Snow and ice, the ineptitude of local drivers, armed robbery and mechanical failure were all dangers in these journeys to the former republics of the Soviet Union. Ultimately Karl Marx and Careful Driving is intended to be an examination of human nature itself. What is it to be human? And what is it to be inhuman? The book that perhaps comes closest to the concept I have in mind is Zen and the Art of Motorcycle Maintenance, in which Robert M. Pirsig uses a motorcycle journey across the United States to expound his philosophical theories.



Russian Transport (Photo Courtesy of Jeff Johnston)


Sometimes I get a brief glimpse of what Karl Marx and Careful Driving could be like if all the pieces of the jigsaw fall into place, but such moments of euphoria are fleeting. There remains a yawning gulf between the complex vision of a book blending travelogue, history and philosophy and the current messy and fragmentary state of the manuscript. Contrapuntal layers of narrative have to be deployed to uphold or to refute Karl Marx’s claims about the human condition and freedom. I alternate between belief that it will all come together and crippling doubt that I possess either the intellectual capacity or the writing skills to make a fantastic idea work; Lenin and his successors demonstrated all too clearly what a dreadful mess can be made of a fantastic idea, and I can only hope that my efforts to translate concept into reality will be more successful than theirs.
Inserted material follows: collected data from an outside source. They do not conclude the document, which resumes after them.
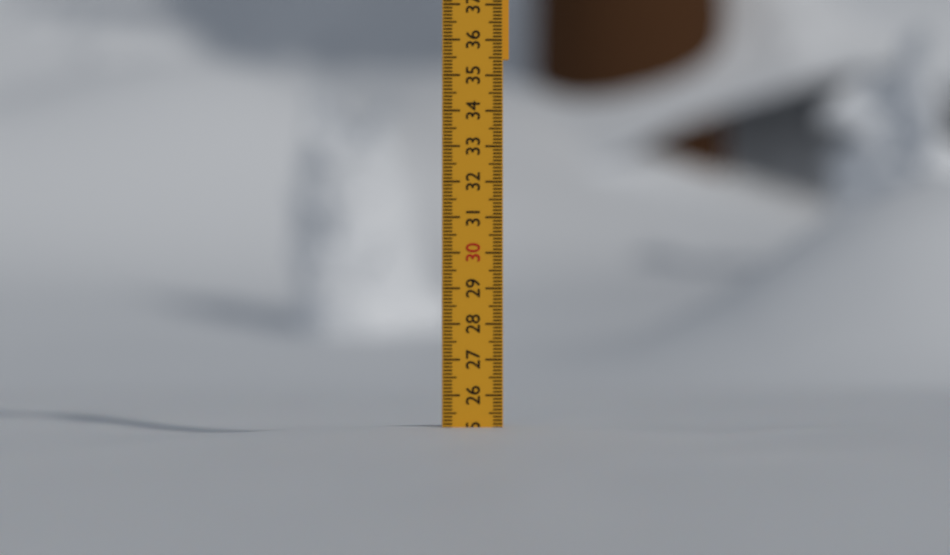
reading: 25.1 (no unit)
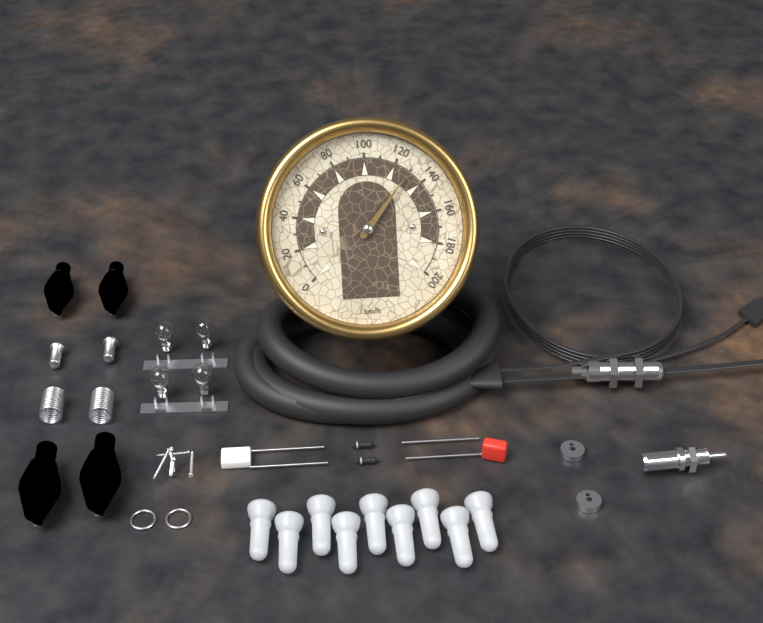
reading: 130 km/h
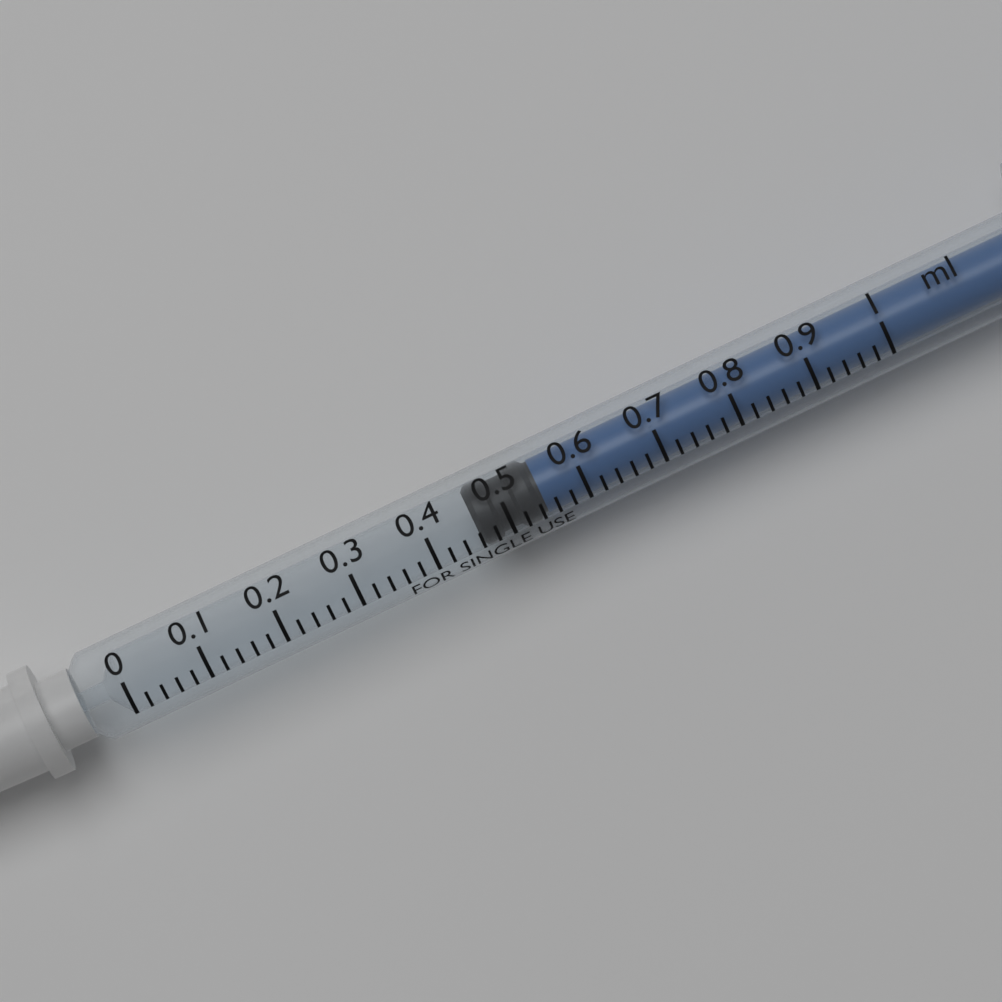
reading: 0.46 ml
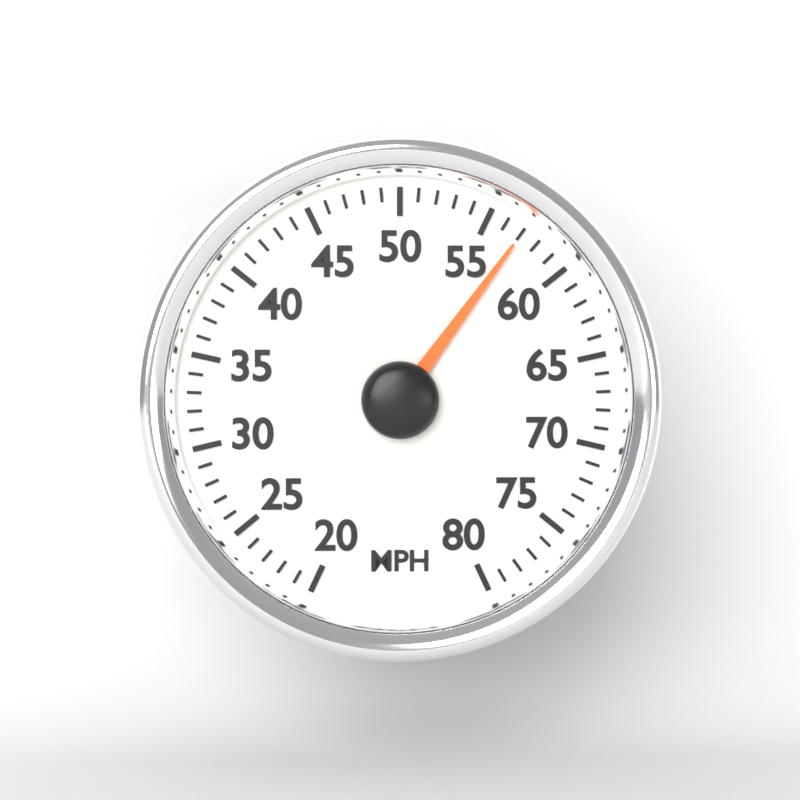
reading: 57 MPH
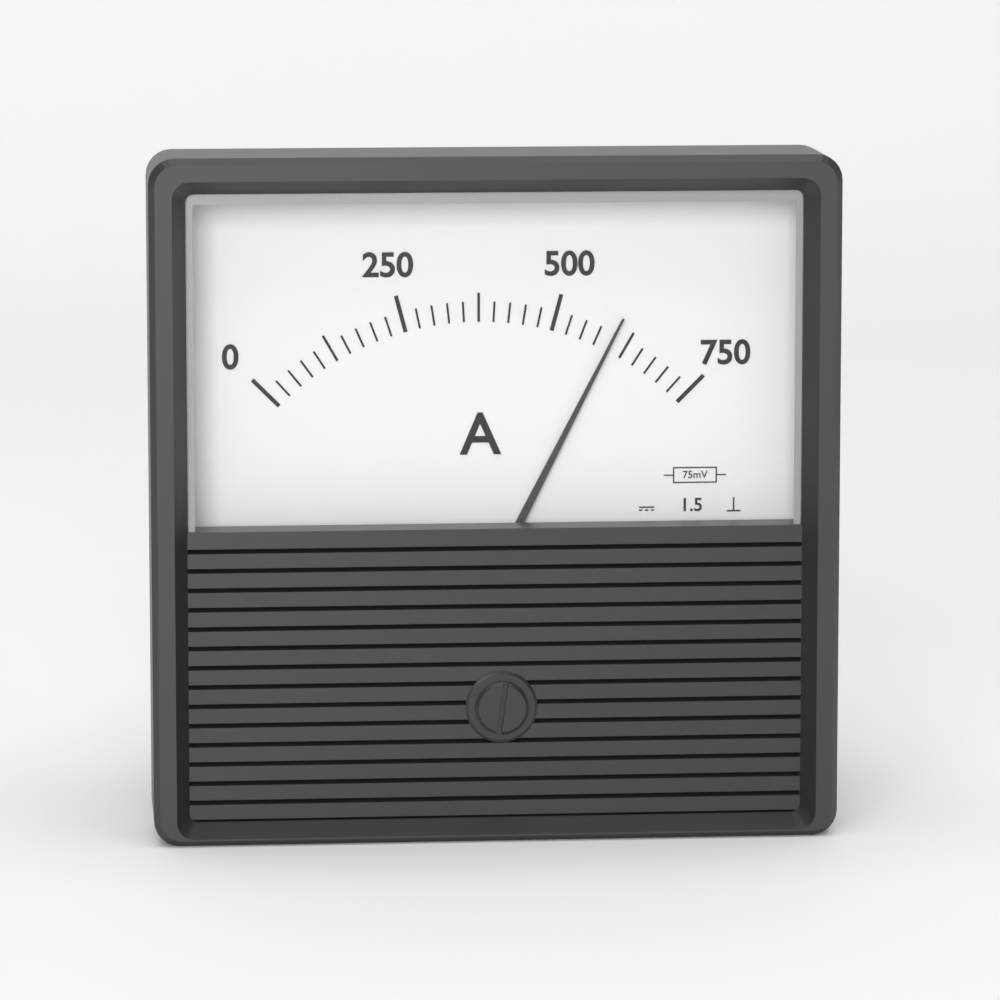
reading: 600 A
Assembling the many pieces of the puzzle and finding a way to fit them all together is nevertheless a challenge that I relish, for this is surely what writing is all about. I don’t like to set myself time limits; it may well be another two years before I feel ready to start sending synopses and sample chapters out to literary agents and publishers. In the meantime I’ll keep you informed of progress on Karl Marx and Careful Driving by providing periodic updates on this blog, a process that will continue when the manuscript is completed to my satisfaction and I approach agents and / or publishers.



A cuppa at the Kremlin (Photo courtesy of Jeff Johnston)

If you’d like to be advised when Karl Marx and Careful Driving becomes avalable, please leave your contact details by emailing me on the contact the author section of http://www.cycleuktochina.com/.

Right! Now let’s get back to that jigsaw puzzle…

1 comment:

  1. This is a very enjoyable blog. The photos are fabulous. I particularly like the Fransen Transport truck parked in front of the Kremlin. This really portrays East meets West and is a great contrast to the the Russian mode of transport portrayed in the previous photo.